Polio vaccination funds

Published August 29, 2014

AS if the job wasn’t difficult enough, Pakistan’s polio vaccination efforts are now suffering due to a shortage of funds.

The Ministry of National Health Services has said that the countrywide polio vaccination and awareness programme will come to a halt if funds are not arranged within the next two months. Once the trained workforce of 2,000 communications specialists as well as polio workers disperse due to nonpayment of stipends and salaries, it will be very difficult to bring them back and restart the programme.

Moreover, vaccination efforts at the Chaman border crossing appear to have suffered for a number of days now and officials of the health ministry claim that they are reduced to arranging funds from alternate sources as a stopgap measure.

Also read: Health ministry running out of funds for polio campaign

The funding difficulties have been attributed to the ongoing political crisis in Islamabad which has distracted the government from its day-to-day responsibilities. In this case, those responsibilities include convening a meeting of the Economic Coordination Committee of the cabinet, in which representatives of the provincial governments are present, to approve the PC I for the campaign, which will open the doors for funding from various donor organisations to flow in.

An ECC meeting was held recently, but apparently representatives of the provincial governments were not present, reportedly due to the political crisis.

Having braved security challenges, the anti-polio campaign now has to brave bureaucratic hurdles and a political stand-off. A mixture of four different government bodies and committees had to sign off on the funding the NHS requires to run the campaign.

First it was the Central Development Working Party which approved the PC I, but the Planning Division required approval from the Council of Common Interests. When this was also achieved, the ECC had to sign off. One grows weary simply reading all the names and acronyms that make up government red tape, only to learn at the end that approval could not be obtained because a political crisis prevented key members from attending the last meeting.

Meanwhile, the World Health Organisation is preparing to review its decision to impose temporary travel restrictions on people travelling from Pakistan. That review is scheduled for November. What a pity it would be if the government is forced to tell the WHO to postpone its review because it has been unable to implement the required steps due to the political crisis in Islamabad.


— Problem —
Repeat each entry verbatim.

'''

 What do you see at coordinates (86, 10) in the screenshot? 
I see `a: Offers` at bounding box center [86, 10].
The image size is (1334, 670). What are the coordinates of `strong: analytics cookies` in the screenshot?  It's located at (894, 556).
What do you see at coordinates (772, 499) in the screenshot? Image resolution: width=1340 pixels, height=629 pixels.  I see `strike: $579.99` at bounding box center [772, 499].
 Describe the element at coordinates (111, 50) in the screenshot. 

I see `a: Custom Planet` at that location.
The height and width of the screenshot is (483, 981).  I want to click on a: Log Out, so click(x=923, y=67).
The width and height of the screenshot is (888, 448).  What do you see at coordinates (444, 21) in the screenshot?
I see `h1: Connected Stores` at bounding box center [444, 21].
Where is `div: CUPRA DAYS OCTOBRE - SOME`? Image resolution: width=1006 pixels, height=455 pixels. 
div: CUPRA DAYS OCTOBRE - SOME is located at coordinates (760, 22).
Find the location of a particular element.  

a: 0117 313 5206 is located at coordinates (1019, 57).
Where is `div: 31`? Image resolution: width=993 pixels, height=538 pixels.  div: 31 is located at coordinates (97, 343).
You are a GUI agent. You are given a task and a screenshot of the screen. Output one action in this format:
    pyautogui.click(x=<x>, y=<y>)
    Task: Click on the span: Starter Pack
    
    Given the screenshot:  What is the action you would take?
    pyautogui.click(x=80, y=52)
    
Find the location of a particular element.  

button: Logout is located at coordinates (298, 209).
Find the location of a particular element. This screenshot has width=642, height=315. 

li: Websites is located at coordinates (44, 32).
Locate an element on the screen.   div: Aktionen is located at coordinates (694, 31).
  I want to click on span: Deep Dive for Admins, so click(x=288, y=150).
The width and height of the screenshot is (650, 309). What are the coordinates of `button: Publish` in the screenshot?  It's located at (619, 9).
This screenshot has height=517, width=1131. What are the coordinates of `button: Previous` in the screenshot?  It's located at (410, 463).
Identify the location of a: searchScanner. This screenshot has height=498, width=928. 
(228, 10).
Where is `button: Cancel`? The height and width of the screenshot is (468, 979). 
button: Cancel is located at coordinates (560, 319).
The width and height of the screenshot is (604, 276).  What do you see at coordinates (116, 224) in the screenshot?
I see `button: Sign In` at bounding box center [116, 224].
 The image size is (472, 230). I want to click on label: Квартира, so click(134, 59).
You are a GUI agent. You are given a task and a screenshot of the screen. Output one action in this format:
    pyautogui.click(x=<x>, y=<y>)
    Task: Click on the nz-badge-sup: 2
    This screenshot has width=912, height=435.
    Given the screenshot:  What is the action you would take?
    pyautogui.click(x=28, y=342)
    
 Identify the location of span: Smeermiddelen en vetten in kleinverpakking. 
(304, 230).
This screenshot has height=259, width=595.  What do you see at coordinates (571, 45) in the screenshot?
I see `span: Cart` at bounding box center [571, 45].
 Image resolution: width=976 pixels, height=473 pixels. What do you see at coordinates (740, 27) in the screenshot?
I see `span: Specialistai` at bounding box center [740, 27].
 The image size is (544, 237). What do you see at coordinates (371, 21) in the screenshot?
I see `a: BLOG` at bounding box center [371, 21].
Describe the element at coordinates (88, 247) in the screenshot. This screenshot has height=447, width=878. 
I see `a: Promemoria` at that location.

'''

— Output for this task —
 What do you see at coordinates (86, 10) in the screenshot? 
I see `a: Offers` at bounding box center [86, 10].
The image size is (1334, 670). What are the coordinates of `strong: analytics cookies` in the screenshot?  It's located at (894, 556).
What do you see at coordinates (772, 499) in the screenshot? Image resolution: width=1340 pixels, height=629 pixels.  I see `strike: $579.99` at bounding box center [772, 499].
 Describe the element at coordinates (111, 50) in the screenshot. 

I see `a: Custom Planet` at that location.
The height and width of the screenshot is (483, 981).  I want to click on a: Log Out, so click(x=923, y=67).
The width and height of the screenshot is (888, 448).  What do you see at coordinates (444, 21) in the screenshot?
I see `h1: Connected Stores` at bounding box center [444, 21].
Where is `div: CUPRA DAYS OCTOBRE - SOME`? Image resolution: width=1006 pixels, height=455 pixels. 
div: CUPRA DAYS OCTOBRE - SOME is located at coordinates (760, 22).
Find the location of a particular element.  

a: 0117 313 5206 is located at coordinates (1019, 57).
Where is `div: 31`? Image resolution: width=993 pixels, height=538 pixels.  div: 31 is located at coordinates (97, 343).
You are a GUI agent. You are given a task and a screenshot of the screen. Output one action in this format:
    pyautogui.click(x=<x>, y=<y>)
    Task: Click on the span: Starter Pack
    
    Given the screenshot:  What is the action you would take?
    pyautogui.click(x=80, y=52)
    
Find the location of a particular element.  

button: Logout is located at coordinates (298, 209).
Find the location of a particular element. This screenshot has width=642, height=315. 

li: Websites is located at coordinates (44, 32).
Locate an element on the screen.   div: Aktionen is located at coordinates (694, 31).
  I want to click on span: Deep Dive for Admins, so click(x=288, y=150).
The width and height of the screenshot is (650, 309). What are the coordinates of `button: Publish` in the screenshot?  It's located at (619, 9).
This screenshot has height=517, width=1131. What are the coordinates of `button: Previous` in the screenshot?  It's located at (410, 463).
Identify the location of a: searchScanner. This screenshot has height=498, width=928. 
(228, 10).
Where is `button: Cancel`? The height and width of the screenshot is (468, 979). 
button: Cancel is located at coordinates (560, 319).
The width and height of the screenshot is (604, 276).  What do you see at coordinates (116, 224) in the screenshot?
I see `button: Sign In` at bounding box center [116, 224].
 The image size is (472, 230). I want to click on label: Квартира, so click(134, 59).
You are a GUI agent. You are given a task and a screenshot of the screen. Output one action in this format:
    pyautogui.click(x=<x>, y=<y>)
    Task: Click on the nz-badge-sup: 2
    This screenshot has width=912, height=435.
    Given the screenshot:  What is the action you would take?
    pyautogui.click(x=28, y=342)
    
 Identify the location of span: Smeermiddelen en vetten in kleinverpakking. 
(304, 230).
This screenshot has height=259, width=595.  What do you see at coordinates (571, 45) in the screenshot?
I see `span: Cart` at bounding box center [571, 45].
 Image resolution: width=976 pixels, height=473 pixels. What do you see at coordinates (740, 27) in the screenshot?
I see `span: Specialistai` at bounding box center [740, 27].
 The image size is (544, 237). What do you see at coordinates (371, 21) in the screenshot?
I see `a: BLOG` at bounding box center [371, 21].
Describe the element at coordinates (88, 247) in the screenshot. This screenshot has height=447, width=878. 
I see `a: Promemoria` at that location.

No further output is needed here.